Learning Outcome 3


When I am annotating a paper or anything I am reading, I normally pick out the things that interest me or things I believe are important to remember. I will normally highlight or underline the sentences that I think I will need to use or remember. I will also write things in the margin that confuse me or that I have questions too. Sometimes I will re-write ideas in the paper that I need to understand or even just to write them in my own words so that I can grasp the idea better. In class when we would go through papers I would make sure to write down things that my teacher or peers said that I may need to use or look back at in the future. In papers that I have a hard time reading, I will write questions on the side or try to compare certain things. In one of the narratives that we read, I had the hardest time figuring out the main idea and what the paper was about. I had to keep re-reading it and when I finally figured out the two sides I had to make a list about what each side’s ideas were. Once I did that it made it easier for me to go back into the paper and pick out the main ideas. Some papers are much easier for me to annotate and pick out the main points but others take some time. I feel as though many papers leave me having many questions and I normally will write them on the side, in the margin.

We had many journals we had to write throughout this semester and many of them required us to take ideas from other articles or papers and answer questions about them. In the journal entry that I posted above, we had to read through Can Planet Earth Feed 10 Billion People by Charles C. Mann, and write about areas that we either agreed or disagreed with and why. We had to state our opinion with it and make sure to write the page number and paragraph so that people could easily locate the part you were talking about.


Assigned task
With no addition or omission, return the entries below.

Exercise data
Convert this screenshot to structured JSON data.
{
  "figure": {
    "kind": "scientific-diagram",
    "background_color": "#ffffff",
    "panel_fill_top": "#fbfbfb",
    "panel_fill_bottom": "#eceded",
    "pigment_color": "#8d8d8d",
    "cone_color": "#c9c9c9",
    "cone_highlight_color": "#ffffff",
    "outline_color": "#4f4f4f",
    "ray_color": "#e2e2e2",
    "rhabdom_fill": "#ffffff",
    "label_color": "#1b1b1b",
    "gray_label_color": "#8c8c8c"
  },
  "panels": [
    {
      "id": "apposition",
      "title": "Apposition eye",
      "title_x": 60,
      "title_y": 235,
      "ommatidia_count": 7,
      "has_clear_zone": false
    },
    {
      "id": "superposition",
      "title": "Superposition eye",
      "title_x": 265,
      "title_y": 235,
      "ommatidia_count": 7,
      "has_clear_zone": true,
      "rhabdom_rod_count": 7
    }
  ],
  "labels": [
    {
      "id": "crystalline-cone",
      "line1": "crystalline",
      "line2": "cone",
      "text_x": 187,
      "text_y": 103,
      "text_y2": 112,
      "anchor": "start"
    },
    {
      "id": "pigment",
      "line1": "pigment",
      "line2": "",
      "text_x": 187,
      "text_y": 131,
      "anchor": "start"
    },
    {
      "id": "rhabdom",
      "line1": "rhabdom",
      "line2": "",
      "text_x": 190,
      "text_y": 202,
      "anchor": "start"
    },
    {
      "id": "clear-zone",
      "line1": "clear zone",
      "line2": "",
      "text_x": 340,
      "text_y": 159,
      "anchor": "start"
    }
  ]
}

Your solution
Convert this screenshot to structured JSON data.
{
  "figure": {
    "kind": "scientific-diagram",
    "background_color": "#ffffff",
    "panel_fill_top": "#fbfbfb",
    "panel_fill_bottom": "#eceded",
    "pigment_color": "#8d8d8d",
    "cone_color": "#c9c9c9",
    "cone_highlight_color": "#ffffff",
    "outline_color": "#4f4f4f",
    "ray_color": "#e2e2e2",
    "rhabdom_fill": "#ffffff",
    "label_color": "#1b1b1b",
    "gray_label_color": "#8c8c8c"
  },
  "panels": [
    {
      "id": "apposition",
      "title": "Apposition eye",
      "title_x": 60,
      "title_y": 235,
      "ommatidia_count": 7,
      "has_clear_zone": false
    },
    {
      "id": "superposition",
      "title": "Superposition eye",
      "title_x": 265,
      "title_y": 235,
      "ommatidia_count": 7,
      "has_clear_zone": true,
      "rhabdom_rod_count": 7
    }
  ],
  "labels": [
    {
      "id": "crystalline-cone",
      "line1": "crystalline",
      "line2": "cone",
      "text_x": 187,
      "text_y": 103,
      "text_y2": 112,
      "anchor": "start"
    },
    {
      "id": "pigment",
      "line1": "pigment",
      "line2": "",
      "text_x": 187,
      "text_y": 131,
      "anchor": "start"
    },
    {
      "id": "rhabdom",
      "line1": "rhabdom",
      "line2": "",
      "text_x": 190,
      "text_y": 202,
      "anchor": "start"
    },
    {
      "id": "clear-zone",
      "line1": "clear zone",
      "line2": "",
      "text_x": 340,
      "text_y": 159,
      "anchor": "start"
    }
  ]
}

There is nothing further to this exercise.